THE AIM OF ARTIFICIAL INTELLIGENCE
@ ABHISHEK | Thursday, Mar 25, 2021 | 4 minutes read | Update at Thursday, Mar 25, 2021

Today, the field of Artificial Intelligence is moving at such a staggering pace, that AI has become the centre of attention of today’s technological world! AI has become the most popular buzzword these days. This field has become so much popular that even the people who are not directly related to this field have some strong opinions about the future of this field. But, buzzwords are used in a way which focuses on impressing people and the real meaning is altered for own benefit. So the word AI is used in many ways it is desired. This is not correct as the real essence of what the buzzword is expressing is never understood. Therefore, we must first understand completely what AI is, and then form opinions about its future and its potential. The most important step in understanding AI, is its aim. Knowing the aim of this discipline and why such discipline came into existence in first place, is really important to understand what AI is.

1

The aim of Artificial intelligence is to understand intelligent entities. Then to satisfy this aim, we must first understand what is intelligence and what makes an agent an intelligent agent? The answer to all these questions can be found by studying intelligent agents and the best example of an intelligent agent can be found by just standing in front of a mirror! Yes! Humans are the best examples of intelligent entities. Thus, in the 1900s, researchers began exploring the thought process, the reasoning process of humans as human beings were considered as an ideal intelligent agent. Mimicking human behaviour became the aim of AI in the initial years of the research. After setting this goal, studies and experiments began and the most famous experiment conducted in the initial years to achieve this aim was the Turing Test! Turing defined intelligent behaviour as the ability to achieve human-level performance in all cognitive tasks, sufficient to fool an interrogator. But this test received criticism as only mimicking human behaviour is not exactly intelligence. Because, intelligence should be related to the working of the human brain as without the human brain, intelligence has no meaning! Thus, mimicking human thought process and reasoning became the transformed aim. The field of Psychology and philosophy also resonate with this aim that is to understand human thought process. The difference is that AI not only tries to understand thought process but to mimic it, build it. The collaboration of these fields resulted in models such as Neural Networks which tries to mimic the function of neurons present in the human brain. So, basically this initial aim was human-centred and humans were considered as the ideal intelligent agent. Concurrently, the field of computer science was developing at a greater pace. With the advances in computer science, the experiments and theories could be easily tested and validated. As programs were being applied to solve real life problems, it was found that computers performed better than humans at some tasks that are really complex for humans. One of the best examples of this could be the chess playing program. An AI program defeated the world’s best chess player Garry Kasparov. This incident indicated that human intelligence is not the ultimate intelligence or else a human would have been able to defeat the AI program. This leads to a question,

Is human intelligence the ideal intelligence?

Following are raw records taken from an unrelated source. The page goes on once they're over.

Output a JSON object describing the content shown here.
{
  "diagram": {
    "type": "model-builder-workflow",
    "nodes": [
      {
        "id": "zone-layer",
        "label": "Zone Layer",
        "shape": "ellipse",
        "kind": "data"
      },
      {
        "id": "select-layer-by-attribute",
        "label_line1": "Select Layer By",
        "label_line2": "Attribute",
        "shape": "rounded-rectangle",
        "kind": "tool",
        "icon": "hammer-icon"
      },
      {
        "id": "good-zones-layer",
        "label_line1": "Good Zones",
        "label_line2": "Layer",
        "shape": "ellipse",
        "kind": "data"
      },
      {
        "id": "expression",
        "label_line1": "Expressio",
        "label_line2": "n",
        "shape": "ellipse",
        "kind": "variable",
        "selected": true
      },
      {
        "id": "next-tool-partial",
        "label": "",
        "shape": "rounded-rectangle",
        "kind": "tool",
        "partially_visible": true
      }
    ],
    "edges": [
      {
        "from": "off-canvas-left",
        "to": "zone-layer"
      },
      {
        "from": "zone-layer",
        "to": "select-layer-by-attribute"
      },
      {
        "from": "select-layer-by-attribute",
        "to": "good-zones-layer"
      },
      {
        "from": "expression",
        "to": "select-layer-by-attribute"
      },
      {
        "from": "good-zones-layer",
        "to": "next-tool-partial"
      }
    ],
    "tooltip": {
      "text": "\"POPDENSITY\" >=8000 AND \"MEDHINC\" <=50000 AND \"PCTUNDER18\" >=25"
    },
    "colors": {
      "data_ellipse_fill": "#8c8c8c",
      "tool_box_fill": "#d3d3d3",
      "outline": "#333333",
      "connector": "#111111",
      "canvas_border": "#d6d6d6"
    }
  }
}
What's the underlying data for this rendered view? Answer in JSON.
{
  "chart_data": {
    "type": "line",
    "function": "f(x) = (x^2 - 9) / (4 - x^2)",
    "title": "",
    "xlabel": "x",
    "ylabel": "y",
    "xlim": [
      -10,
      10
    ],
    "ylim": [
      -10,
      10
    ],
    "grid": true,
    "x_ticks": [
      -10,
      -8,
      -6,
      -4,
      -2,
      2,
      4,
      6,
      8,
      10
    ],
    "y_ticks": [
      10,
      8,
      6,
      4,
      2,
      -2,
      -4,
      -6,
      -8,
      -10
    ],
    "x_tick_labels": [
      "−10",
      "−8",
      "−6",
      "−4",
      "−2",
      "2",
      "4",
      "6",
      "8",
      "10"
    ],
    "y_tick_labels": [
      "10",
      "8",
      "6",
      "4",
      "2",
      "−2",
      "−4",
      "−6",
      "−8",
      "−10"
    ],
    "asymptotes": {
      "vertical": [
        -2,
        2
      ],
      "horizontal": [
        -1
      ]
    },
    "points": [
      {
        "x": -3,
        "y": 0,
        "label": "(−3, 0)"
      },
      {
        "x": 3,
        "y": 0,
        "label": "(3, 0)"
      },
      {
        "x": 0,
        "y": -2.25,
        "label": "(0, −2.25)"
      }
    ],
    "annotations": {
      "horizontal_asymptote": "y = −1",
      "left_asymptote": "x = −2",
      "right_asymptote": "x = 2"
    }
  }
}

As computers became more advanced, they proved to be better than humans at certain complex tasks. That is why the new definition of intelligence was being related to the ability to solve cognitive tasks or problems. So, rather than considering nature of agents, researchers began to study the nature of intelligence itself. Then the question comes how to test or validate intelligence? The best way to test intelligence is solving cognitive problems. An agent can be said intelligent only if it can solve a complex problem. The problem-solving approach can be easily tested and validated on computers. Thus, some researchers began studying the ideal intelligence and the selected agent to validate the experiments was computer. So, a computer and problem-solving approach was adopted.So, the human-centred approach and computer, problem-solving approach are the two main approaches ofAI. Both of these fields have contributed to the field by giving valuable insights. Both the approaches are important and both of these collaboratively form the main aim of AI. So, the aim of AI is comprised of many aims, which is essentially to understand intelligent entities and to build them and all the other fields which resonate with this aim, are all contributing in one way or other to help AI to achieve this aim. Now, you will say that Psychology and Philosophy had this goal from many years, then how AI is different ?? It is true that the aim of AI resonates with that of psychology and philosophy, i.e. to understand intelligent entities. But, the aim of AI is not only to understand intelligent entities, but to build them!